Antonio Rodrigo Nogueira is a fighter fans don’t want to see retire. Many know it’s time for him to hang up the gloves, but he has been around for so long and conducted himself respectfully during that time.
He has become a fan favorite and—like many others, including Chuck Liddell and Wanderlei Silva—fans don’t want to see him walk off into the sunset.
The problem is that even though Nogueira’s surgery to his arm was successful. it still adds another scar to his ever-growing list. He is starting to accumulate damage from his fights that he wouldn’t have in the past. Mix that with the fact he is growing older, and it doesn’t look good for Nogueira.

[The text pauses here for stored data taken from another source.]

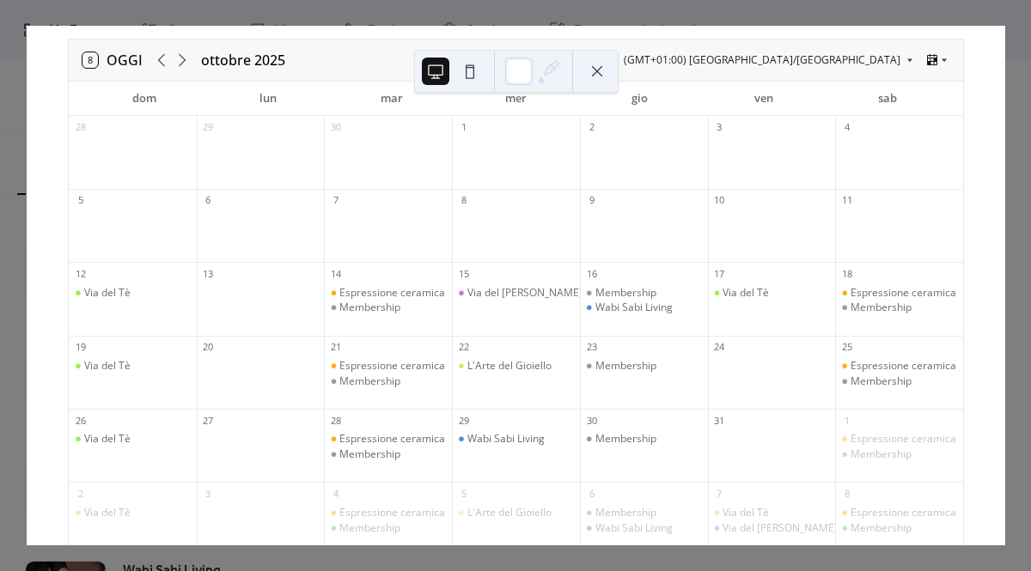 This screenshot has width=1031, height=571. I want to click on div: 10, so click(719, 200).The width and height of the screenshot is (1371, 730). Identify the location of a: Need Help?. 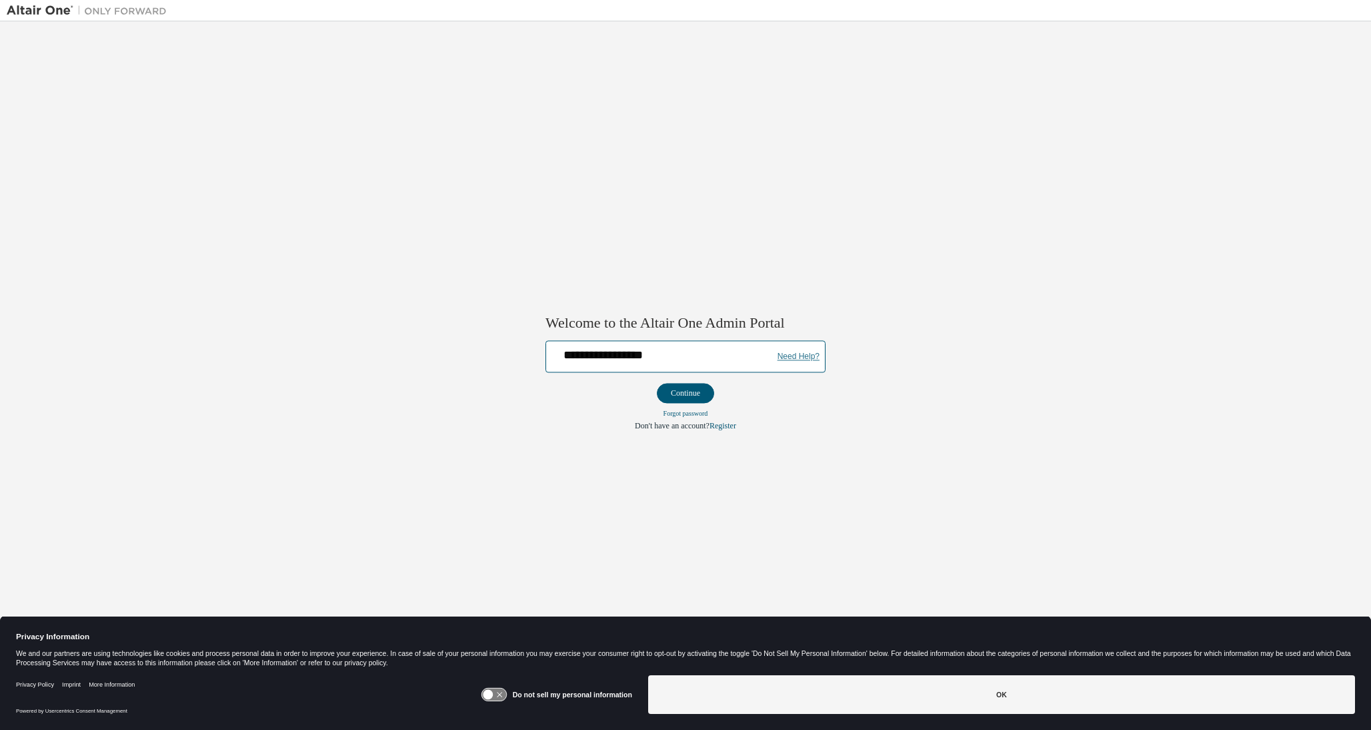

A great counterpoint to calling for Nogueira’s retirement is that he just knocked out young heavyweight Brendan Schaub in his second-to-last fight. Nogueira obviously still has something left to give in the cage.
However, this writer has always been a proponent of letting fighters leave when they still have something to show, not after they have burned out. It may feel unfair to fans who want to see them step into the cage a few more times, but after what they give the fans it seems only right.
And as for Nogueira’s recent record it is true he beat Schaub while winning Knockout of the Night, but he also hasn’t won many other fights before that.
His current record in his last five fights shows he is 2-3, but one of those wins was against Randy Couture, who was already getting ready to retire and didn’t seem to have his heart into fighting anymore. That isn’t to say Couture was lazy for their fight, just that he was a little removed from it and that he was at the tail end of his career.
The fight went the distance.
In between those three fights he has been knocked out twice and, in his last fight, submitted. Before then it had never happened before. The submission in his last fight broke his arm so badly he needed surgery. That means a new injury to heal from and, at 35 years old, time off he can’t afford.
Those losses, along with their brutality, should tell fans and journalists alike that Nogueira is starting to slow down.
It doesn’t mean he couldn’t still compete in MMA or even that he would lose every fight. It just seems he is done at the highest level, and for a man who was once a top fighter in PRIDE and the UFC to be asked to continue when he can’t be on that level anymore is a little cruel.
Nogueira still lost a fight to a top fighter in MMA. He could try to go out on a win, but it usually doesn’t end that way for most guys who try to do it.
When he does retire he will have fighters to train and perhaps some commentary he could do in Brazil. The future looks bright for Nogueira should he leave the cage.
All he needs to do to claim it is let go of the past.